Coşgel and Ergene on Ottoman justice

We missed this one earlier, so here it is now: Metin CoşgelUniversity of Connecticut and Boğaç ErgeneUniversity of Vermont published The Economics of Ottoman Justice: Settlement and Trial in the Sharia Courts with Cambridge University Press in 2016. From the publisher: 
The Economics of Ottoman JusticeDuring the seventeenth and eighteenth centuries, the Ottoman Empire endured long periods of warfare, facing intense financial pressures and new international mercantile and monetary trends. The Empire also experienced major political-administrative restructuring and socioeconomic transformations.

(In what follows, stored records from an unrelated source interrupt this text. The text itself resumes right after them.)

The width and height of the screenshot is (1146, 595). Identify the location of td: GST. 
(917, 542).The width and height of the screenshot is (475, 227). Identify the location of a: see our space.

In the context of this tumultuous change, The Economics of Ottoman Justice examines Ottoman legal practices and the sharia court's operations to reflect on the judicial system and provincial relationships. Metin Coşgel and Boğaç Ergene provide a systematic depiction of socio-legal interactions, identifying how different social, economic, gender and religious groups used the court, how they settled their disputes, and which factors contributed to their success at trial. Using an economic approach, Coşgel and Ergene offer rare insights into the role of power differences in judicial interactions, and into the reproduction of communal hierarchies in court, and demonstrate how court use patterns changed over time.
Praise for the book: 

"Metin Coşgel and Boğaç Ergene have written a well-researched book that pushes the boundary of interdisciplinary scholarship. Their history is informed by economics, and their economics is generalized via history. It is an impressive and difficult methodology to pull off, yet Coşgel and Ergene have done just this." -Jared Rubin 


Further information is available here.